Confessions of a Defector
Why I left Somerville, and why I sometimes wish I hadn’t
By Shannon Cain Arnold
Parking in Davis Square on a Friday night is a pain.
Yes, I just realized this.
No, I’m not a newcomer to the city who is just learning the ropes. I’m a 30-year-old defector who’s just now learning what she really misses about her former city.
I never knew how difficult it was to park in Somerville because I never had to. I lived 15 minutes from the T and on three major bus routes. We had a grocery store, restaurants, coffee shops, hardware stores and half a dozen of our good friends within a short walk or bus ride from our apartment. In the winter, my husband and I walked three miles to the farmers market at the Armory (191 Highland Ave) just to get a little outdoor exercise.
I moved to Somerville when I was 25, a suburb-raised yuppie who wanted to spend her last few carefree (i.e. child-free) years in a fun, energetic city. Somerville fit the bill perfectly. It was affordable on my nonprofit salary; diverse; big enough that there were always interesting things going on; and small enough that I had a sense of community.
My husband and I loved the city so much that – three years ago – we decided to stray from our house-in-quiet-suburb upbringings and put down roots right here. We made an offer on one of the only single-family houses we could afford – a cute barely-three-bedroom with a tiny paved yard on short-sale in East Somerville.
We waited almost a year for an answer.
Then we started thinking more seriously about having a family. The house seemed smaller and more in need of expensive repairs. We realized our commutes to work would be nightmarish unless the fabled Green Line came. We thought about our own backyards growing up, and all the time we spent outside just running around and playing imagination games.
We withdrew our offer on the house. But we kept looking for the next two years, still hoping that our dream house would come up in Somerville. It did, many times – except it was always about double the highest price we could afford. We started to rethink our priorities, realizing most of what we loved about the city was what we wanted for ourselves – not necessarily for the children we hoped to have.
Sometimes I say we stopped being selfish. Sometimes I say we lost our nerve. We widened our search by fewer than 10 miles on either side and found half a dozen houses we loved within the first month.
Since May, we have lived in a small town 10 miles northeast of Somerville. It’s a place most people would call charming, and it is. Our first child is due in March. He or she will have a yard with a swing-set and a playroom in the house. We can still walk to a lot of things, including a downtown and a beautiful lake. But somehow it’s not quite the same. The buses don’t run on weekends. There are only three bars in town, and almost every restaurant is Italian.
I miss Somerville, but the truth is we can’t afford to go out every weekend anyway. And we’ve been busily settling into our new house and preparing for the kid.
One thing that drew us to our new town was that there seemed to be so many other young couples like us there. When I’m a new mom, I’ll be surrounded with other new moms with interests similar to mine.
But the one thing I underestimated is how boring it is to live in a place where so many people seem just like you. Though I am learning to leave behind many parts of my life in Somerville, I miss being surrounded by such a variety of people.
Don’t get me wrong – I don’t pretend Somerville was a perfect melting pot. I know there are tensions and inequities, and that many long-term residents feel resentment – a good bit of it probably justified – against yuppies like me taking over many neighborhoods. But I was never at risk of thinking that my way of life was the only one.
Here in my new home, I have to work a little harder to connect with the wider world.
Needless to say, I’ll be searching for parking in Somerville many times in the years to come.
Shannon Cain Arnold lives in Wakefield with her husband Ryan and her three-year-old cat Doris. She is the communications manager at the nonprofit Discovering Justice (discoveringjustice.org). She has written for Scout about food access and insecurity (“A Seat at the Table”) and on innovative, interior design ideas for crowded, clutter-filled apartments (“Somerville’s Sweetest Spaces”).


What to do ▸ Whenever a line below mentions the word "input", that line should be copied.
+++ Information provided
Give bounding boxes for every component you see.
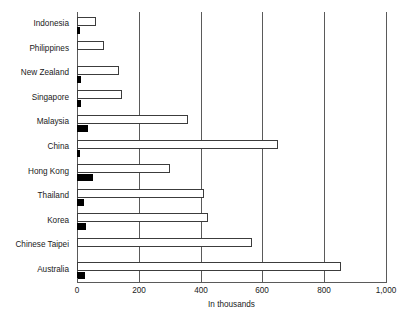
gridline: [386, 12, 387, 282]
axis-tick-label: 400: [194, 286, 208, 296]
category-label: Singapore: [0, 93, 69, 102]
category-label: Hong Kong: [0, 167, 69, 176]
axis-tick: [77, 278, 78, 283]
category-label: Indonesia: [0, 19, 69, 28]
category-label: Thailand: [0, 191, 69, 200]
bar-filled: [77, 199, 84, 206]
bar-filled: [77, 76, 81, 83]
bar-open: [77, 41, 104, 50]
bar-chart: IndonesiaPhilippinesNew ZealandSingapore…: [0, 0, 412, 321]
axis-tick: [201, 278, 202, 283]
gridline: [324, 12, 325, 282]
bar-open: [77, 115, 188, 124]
axis-tick-label: 1,000: [376, 286, 397, 296]
category-label: Chinese Taipei: [0, 240, 69, 249]
bar-filled: [77, 174, 93, 181]
bar-open: [77, 262, 341, 271]
plot-area: [77, 12, 386, 282]
bar-open: [77, 238, 252, 247]
category-label: Korea: [0, 216, 69, 225]
bar-open: [77, 164, 170, 173]
axis-tick-label: 800: [317, 286, 331, 296]
bar-open: [77, 90, 122, 99]
axis-tick-label: 200: [132, 286, 146, 296]
bar-filled: [77, 150, 80, 157]
bar-open: [77, 140, 278, 149]
bar-filled: [77, 272, 85, 279]
bar-filled: [77, 100, 81, 107]
bar-filled: [77, 125, 88, 132]
axis-tick: [262, 278, 263, 283]
axis-tick: [139, 278, 140, 283]
category-label: New Zealand: [0, 68, 69, 77]
value-axis-title: In thousands: [77, 300, 386, 309]
axis-tick: [386, 278, 387, 283]
bar-open: [77, 17, 96, 26]
bar-open: [77, 66, 119, 75]
category-label: Australia: [0, 265, 69, 274]
axis-tick-label: 600: [255, 286, 269, 296]
bar-filled: [77, 223, 86, 230]
category-label: Philippines: [0, 44, 69, 53]
bar-filled: [77, 27, 80, 34]
axis-tick-label: 0: [75, 286, 80, 296]
category-label: Malaysia: [0, 117, 69, 126]
bar-open: [77, 213, 208, 222]
axis-tick: [324, 278, 325, 283]
bar-open: [77, 189, 204, 198]
category-label: China: [0, 142, 69, 151]
value-axis-line: [77, 282, 386, 283]
category-axis: IndonesiaPhilippinesNew ZealandSingapore…: [0, 12, 73, 282]
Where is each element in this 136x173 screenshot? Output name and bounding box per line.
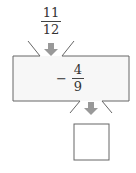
operation-fraction: 4 9 — [72, 63, 84, 94]
operation-denominator: 9 — [72, 80, 84, 94]
arrow-down-icon — [44, 43, 58, 56]
input-denominator: 12 — [41, 23, 61, 37]
input-fraction: 11 12 — [41, 6, 61, 37]
arrow-down-icon — [84, 102, 98, 115]
function-machine-diagram — [0, 0, 136, 173]
operation-numerator: 4 — [72, 63, 84, 77]
answer-input[interactable] — [75, 125, 108, 159]
operation-sign: − — [56, 71, 67, 86]
input-numerator: 11 — [41, 6, 61, 20]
++++++
Task answer ▸
input-denominator: 12 — [41, 23, 61, 37]
input-fraction: 11 12 — [41, 6, 61, 37]
answer-input[interactable] — [75, 125, 108, 159]
input-numerator: 11 — [41, 6, 61, 20]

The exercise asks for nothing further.